Parents should not be misled into thinking that the results of studies performed on adult African males could be extrapolated to health policy for newborns. It is unprecedented and unethical for a prophylactic surgery to be offered as a health benefit
to parents of newborns to reduce the risk of a disease acquired in adulthood for which there are safer, less invasive, less expensive, and proven prevention methods available.10 Newborns are not sexually active and not at risk of sexually contracted diseases. Furthermore, by the time todays newborns are sexually active, a vaccine or other methods of treating the disease may be available. They may prefer to retain their foreskin and as adults choose vaccination and safe sex practices, including using condoms.
Infant circumcision is not a common African tradition. To our knowledge the Coptic Christians and black Jews in Ethiopia and Eritrea are the only African peoples who practise neonatal circumcision. Each circumcising African tribe has a specific and very different technique and ritual of circumcision. The introduction of an Americanised neonatal circumcision could be considered cultural and religious interference, and even be construed as medical colonisation.
Male non-therapeutic infant circumcision is neither medically nor ethically justified as an HIV prevention tool. Circumcision is not equivalent to successful immunisation, is being practised with decreasing frequency in English-speaking countries, and is becoming illegal in South Africa under the new Childrens Act.32 There are far more effective prevention tools costing considerably less and offering betterHIV reduction outcomes than circumcision.
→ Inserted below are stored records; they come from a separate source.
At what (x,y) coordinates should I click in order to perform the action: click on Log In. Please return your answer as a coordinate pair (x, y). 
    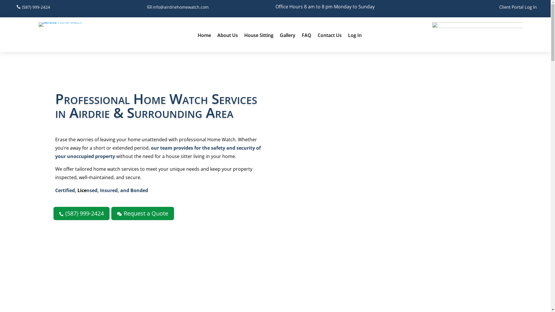
    Looking at the image, I should click on (355, 36).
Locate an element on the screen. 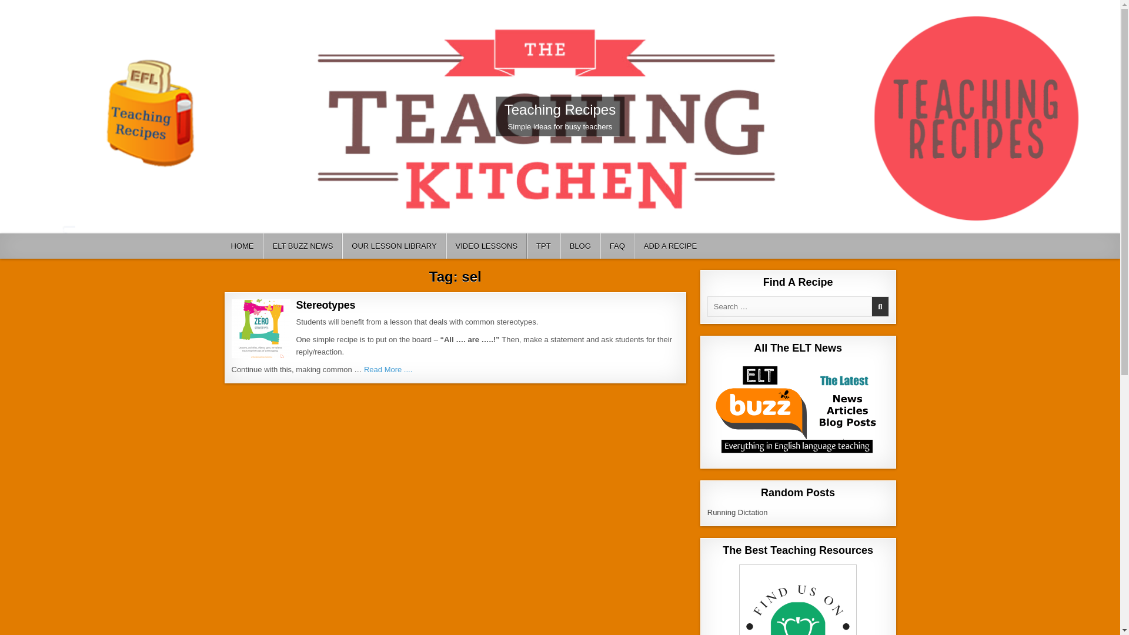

Finally, the WHO and UNAIDS appear to be basing these multi-million-dollar prevention programmes on limited and in some instances biased information. In order to prevent confusion and parents making misguided decisions on behalf of their infants, and to offer effective help in alleviating the suffering that is being created by HIV/AIDS, a much broader review process would be called for. Such a process would involve more objective scientific opinion, and the involvement of a representative panel of African experts, such as paediatric surgeons and neonatologists.